A Million Easy Payments- Little Kid  
Released 2/23/24
Reviewer Michael Quint 

It’s not always good to know too much. A Million Easy Payments, the new album from Little Kid, smacks with songwriting built on listening sitting down. Presumably you do a lot of listening when you have made music for over a decade with musicians you’ve known since highschool. Lead singer Kenny Boothby starts the album on Something to Say with the lines “Passing you by when they pass one around /Used to get high but now it gets you down,” sung in his charming hermit voice. It’s an excedingly casual line, on an excedingly casual song about the weight of staying in the same place. Lyrically, the first track earmarks Boothby’s worn-in reality before he thinks hard about “history and the bible” to distill immense declerations of  “bad energy” and muse about the refrains on the sons of Jacob. Which works, Boothby accompanies his Canadian Americana with a real lightness (albiet also with a weariness) that fuses his theologic every-manness with instruments that build with reverence. Beside Myself starts with a goofy near Jason Miraz  guitar strum but culminates in a flute piano crescendo, Somewhere in Between aptly pockets a huge moment within its more straight folk rock gate. When more is not reached for the band turns out songs like Eggshell, which does silly things with the word fragile, and reminds us the limits of a certain cloying sensitivity. The real thing though, is What Qualifies as Silence, which holds hands with Gillian Welch’s masterful I Dream a Highway . These are songs that, through a meaningful repitition of simple parts, allow for the materialism of folk music to link with the spirit of listening. What “Qualifies as silence, The closest I can find” is the line of the phenomonologist of song, it experiences itself and moves on. In this expereince Boothby does not need to sing about heaven, about ancestral rain, or Samson and Delilah, he sings about the things he knows on the surface, and intertwines it with music that erases itself as it goes.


Aim of the exercise: Reproduce the data, keeping every word exactly as it is.

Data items
◆ ◆ ◆ ◆ ◆
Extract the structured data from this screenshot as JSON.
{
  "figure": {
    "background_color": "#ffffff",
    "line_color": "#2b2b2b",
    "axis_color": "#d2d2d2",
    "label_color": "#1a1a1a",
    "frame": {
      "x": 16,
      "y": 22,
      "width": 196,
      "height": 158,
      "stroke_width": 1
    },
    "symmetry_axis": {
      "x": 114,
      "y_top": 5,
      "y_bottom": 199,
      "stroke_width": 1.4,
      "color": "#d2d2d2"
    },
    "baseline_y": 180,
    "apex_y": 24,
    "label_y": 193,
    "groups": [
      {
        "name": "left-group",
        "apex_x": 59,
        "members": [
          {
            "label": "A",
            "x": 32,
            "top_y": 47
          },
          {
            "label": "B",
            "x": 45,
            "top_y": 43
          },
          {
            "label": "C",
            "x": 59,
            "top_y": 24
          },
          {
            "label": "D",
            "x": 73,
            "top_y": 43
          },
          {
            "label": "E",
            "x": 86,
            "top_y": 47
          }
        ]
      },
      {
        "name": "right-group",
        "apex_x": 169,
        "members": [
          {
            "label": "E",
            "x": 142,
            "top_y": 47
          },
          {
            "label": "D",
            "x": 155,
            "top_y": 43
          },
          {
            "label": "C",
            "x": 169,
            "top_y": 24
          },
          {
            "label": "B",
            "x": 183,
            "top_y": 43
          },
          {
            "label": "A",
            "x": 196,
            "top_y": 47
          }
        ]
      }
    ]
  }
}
◆ ◆ ◆ ◆ ◆
Response:
Extract the structured data from this screenshot as JSON.
{
  "figure": {
    "background_color": "#ffffff",
    "line_color": "#2b2b2b",
    "axis_color": "#d2d2d2",
    "label_color": "#1a1a1a",
    "frame": {
      "x": 16,
      "y": 22,
      "width": 196,
      "height": 158,
      "stroke_width": 1
    },
    "symmetry_axis": {
      "x": 114,
      "y_top": 5,
      "y_bottom": 199,
      "stroke_width": 1.4,
      "color": "#d2d2d2"
    },
    "baseline_y": 180,
    "apex_y": 24,
    "label_y": 193,
    "groups": [
      {
        "name": "left-group",
        "apex_x": 59,
        "members": [
          {
            "label": "A",
            "x": 32,
            "top_y": 47
          },
          {
            "label": "B",
            "x": 45,
            "top_y": 43
          },
          {
            "label": "C",
            "x": 59,
            "top_y": 24
          },
          {
            "label": "D",
            "x": 73,
            "top_y": 43
          },
          {
            "label": "E",
            "x": 86,
            "top_y": 47
          }
        ]
      },
      {
        "name": "right-group",
        "apex_x": 169,
        "members": [
          {
            "label": "E",
            "x": 142,
            "top_y": 47
          },
          {
            "label": "D",
            "x": 155,
            "top_y": 43
          },
          {
            "label": "C",
            "x": 169,
            "top_y": 24
          },
          {
            "label": "B",
            "x": 183,
            "top_y": 43
          },
          {
            "label": "A",
            "x": 196,
            "top_y": 47
          }
        ]
      }
    ]
  }
}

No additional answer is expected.